Friday, March 18, 2005

The Steroid Show strikes out (and other annoying sports puns)

http://www.washingtonpost.com/wp-dyn/articles/A43422-2005Mar17.html

Question: If an athlete testifies about steroids and no cameras capture it, will we have to worry about any more athletes testifying?

It’s a silly question, I know, because there is no way we could have realistically expected TV news cameras to ignore this spectacle. The lure of baseball’s best, elbow-to-elbow, scowling and sobbing, proved irresistible to most Americans, whether they were baseball fans or not. So the cameras lined up, the politicians pontificated, and the players evaded. Reporters fired sports clichés faster and less accurately than a Curt Schilling fastball. The steroid show was in full swing.

Was any of this news? I’m sure there are a million ways to justify coverage, but did we learn anything useful?

Well, just in case you started pondering any of these questions, Congress of-fered up this convenient rationalization: This is for the kids.

That’s right. Mark McGwire and company were hauled in front of The House Government Reform Committee to set an example to kids all over. Listen up kids, if you take steroids, you might break baseball’s most cherished records but you will eventually face a day of embarrassment in front of our nation’s legislators. Scared straight now?

Here’s an idea: if you really want to scare kids off of steroids, make baseball players show us how the drugs really affect them.

According to webmd.com, men who use steroids might develop breasts, have their testicles shrink, experience impotency, become bald, get acne, and de-velop jaundice. Now those are real deterrents not to mention great TV. Let the cameras line up to see Mark McGwire with breasts. So Jose Canseco isn’t bald yet, but there is a long line of other effects that we could explore with parental warning. Are those pimples on your back, Sammy?

But no…. We have to suffer through politicians asking the tough ones: Do you think using steroids is cheating? Are you kidding? You subpoena star sluggers under the guise of serving the public and you inquire, “Is it cheating?”

Why are the networks even covering that? During the political conventions, broadcast networks boycotted much of the proceedings because they bemoaned them as being too boring and too scripted. Can’t we apply the same standard here? Please? For the kids?

I guarantee you if the athletes testify and no cameras show up, Congress will move on to real work.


• [Work item]: All of the listing must be given again exactly, except that the images are dropped.

• [Records provided]:
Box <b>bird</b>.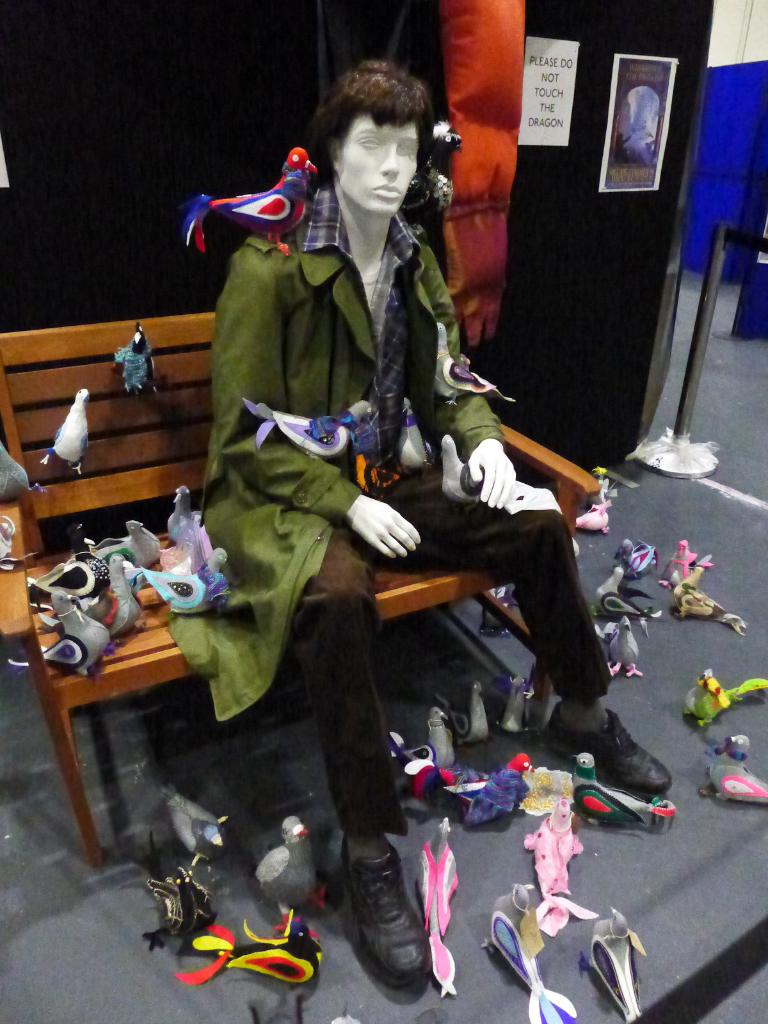
[left=424, top=113, right=465, bottom=164].
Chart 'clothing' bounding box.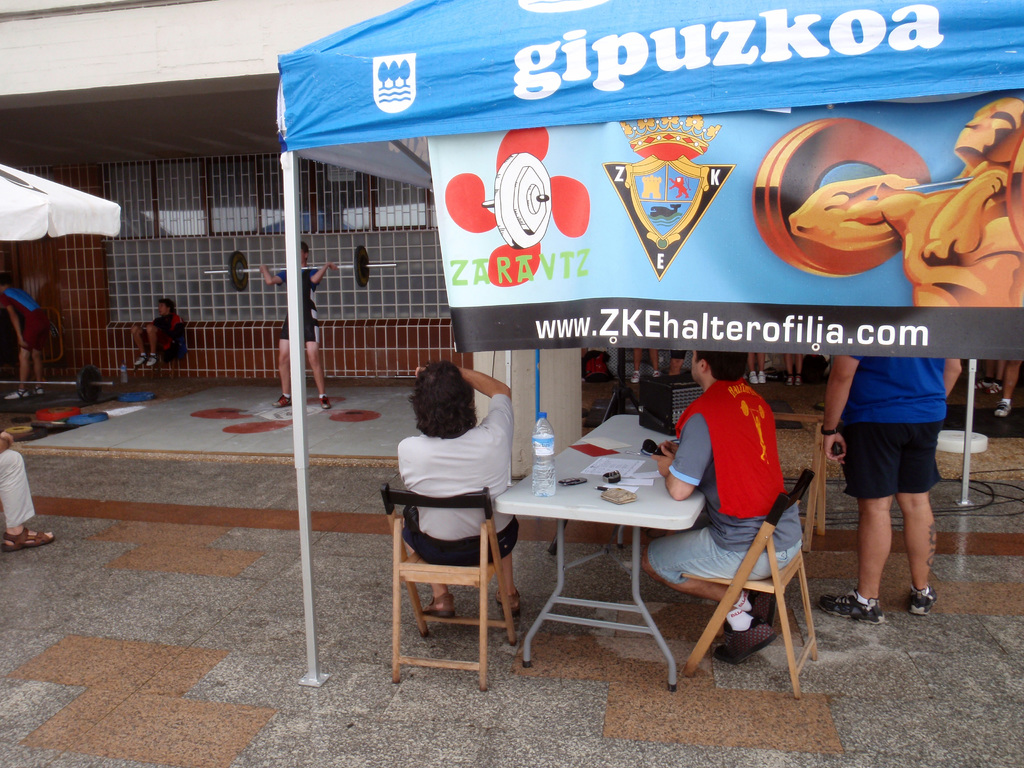
Charted: crop(140, 309, 186, 357).
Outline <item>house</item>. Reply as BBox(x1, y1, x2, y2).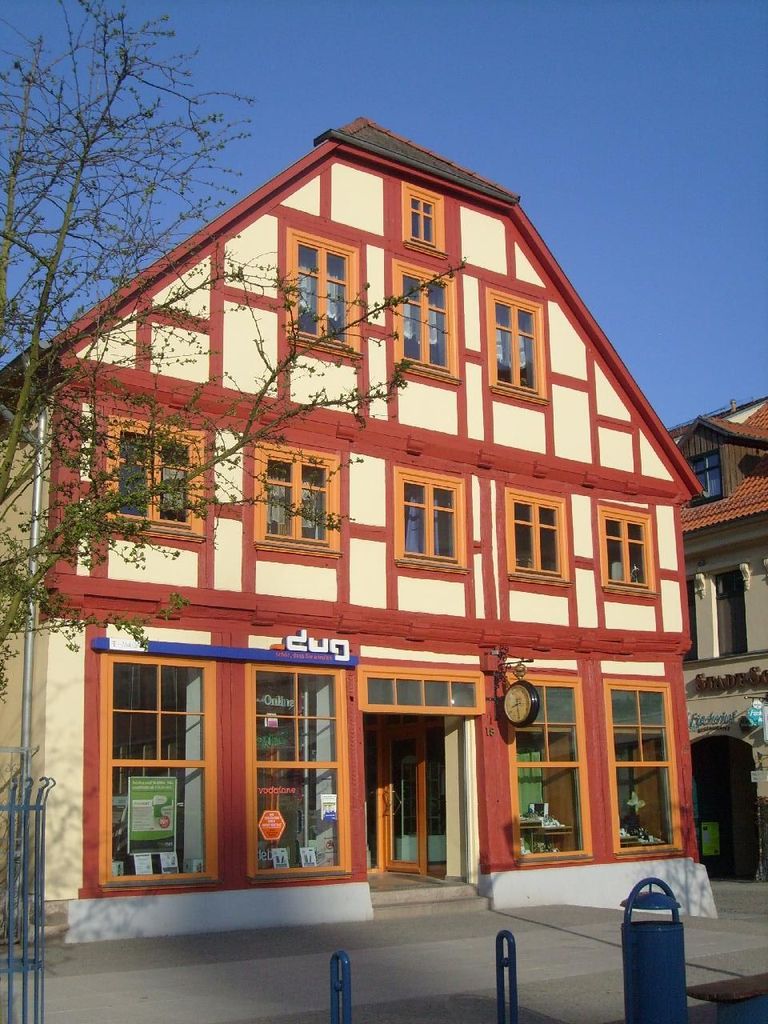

• [Task output]:
Box <b>bird</b>.
[left=424, top=113, right=465, bottom=164].
Chart 'clothing' bounding box.
Charted: crop(140, 309, 186, 357).
Outline <item>house</item>. Reply as BBox(x1, y1, x2, y2).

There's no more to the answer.